We cannot elude existence by explanations, we can only endure it, love or hate it, adore or dread it, in that alternation of happiness and horror which expresses the very rhythm of being, its oscillations, its dissonances, its bright or bitter vehemences.
Exposed by surprise or necessity to an irrefutable defeat, who does not raise his hands in prayer then, only to let them fall emptier still for the answers of philosophy? It would seem that its mission is to protect us as long as fate’s neglect allows us to proceed on the brink of chaos, and to abandon us as soon as we are forced to plunge over the edge. And how could it be otherwise, when we see how little of humanity’s suffering has passed into its philosophy? The philosophic exercise is not fruitful; it is merely honorable. We are always philosophers with impunity: a métier without fate which pours voluminous thoughts into our neutral and vacant hours, the hours refractory to the Old Testament, to Bach, and to Shakespeare. And have these thoughts materialized into a single page that is equivalent to one of Job’s exclamations, of Macbeth’s terrors, or the altitude of one of Bach’s cantatas? We do not argue the universe; we express it. And philosophy does not express it. The real problems begin only after having ranged or exhausted it, after the last chapter of a huge tome which prints the final period as an abdication before the Unknown, in which all our moments are rooted and with which we must struggle because it is naturally more immediate, more important than our daily bread. Here the philosopher leaves us: enemy of disaster, he is sane as reason itself, and as prudent. And we remain in the company of an old plague victim, of a poet learned in every lunacy, and of a musician whose sublimity transcends the sphere of the heart. We begin to Eve authentically only where philosophy ends, at its wreck, when we have understood its terrible nullity, when we have understood that it was futile to resort to it, that it is no help.

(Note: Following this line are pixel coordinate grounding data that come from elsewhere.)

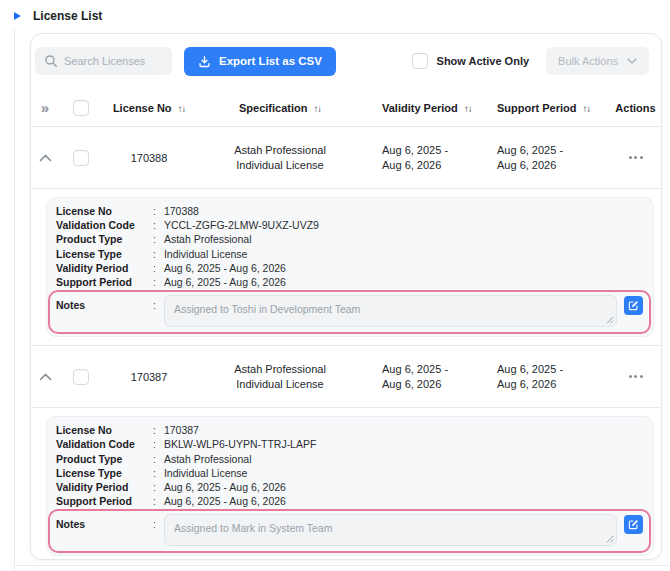 Image resolution: width=670 pixels, height=571 pixels. What do you see at coordinates (104, 61) in the screenshot?
I see `search-box` at bounding box center [104, 61].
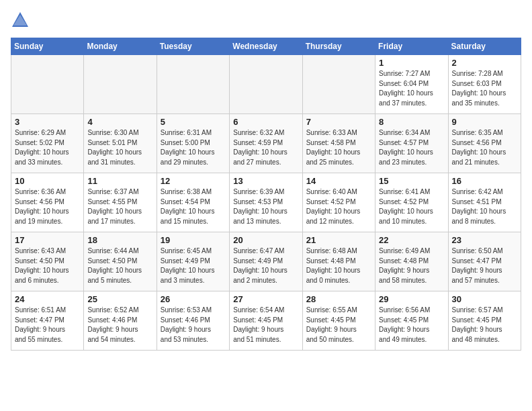 The height and width of the screenshot is (411, 532). I want to click on day-number: 30, so click(485, 300).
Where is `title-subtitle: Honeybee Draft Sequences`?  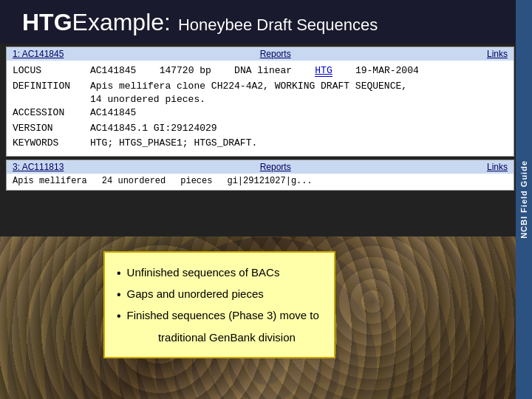 title-subtitle: Honeybee Draft Sequences is located at coordinates (278, 25).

(The great systems are actually no more than brilliant tautologies. What advantage is it to know that the nature of being consists in the “will to live,” in “idea,” or in the whim of God or of Chemistry? A mere proliferation of words, subtle displacements of meanings. What is loathes the verbal embrace, and our inmost experience reveals us nothing beyond the privileged and inexpressible moment. Moreover, Being itself is only a pretension of Nothingness.
We define only out of despair. We must have a formula, we must even have many, if only to give justification to the mind and a facade to the void.
Neither concept nor ecstasy are functional. When music plunges us into the “inwardness” of being, we rapidly return to the surface: the effects of the illusion scatter and our knowledge admits its nullity.
The things we touch and those we conceive are as improbable as our senses and our reason; we are sure only in our verbal universe, manageable at will—and ineffectual. Being is mute and the mind is garrulous. This is called knowing.
The philosopher’s originality comes down to inventing terms. Since there are only three or four attitudes by which to confront the world— and about as many ways of dying—the nuances which multiply and diversify them derive from no more than the choice of words, bereft of any metaphysical range.
We are engulfed in a pleonastic universe, in which the questions and answers amount to the same thing.)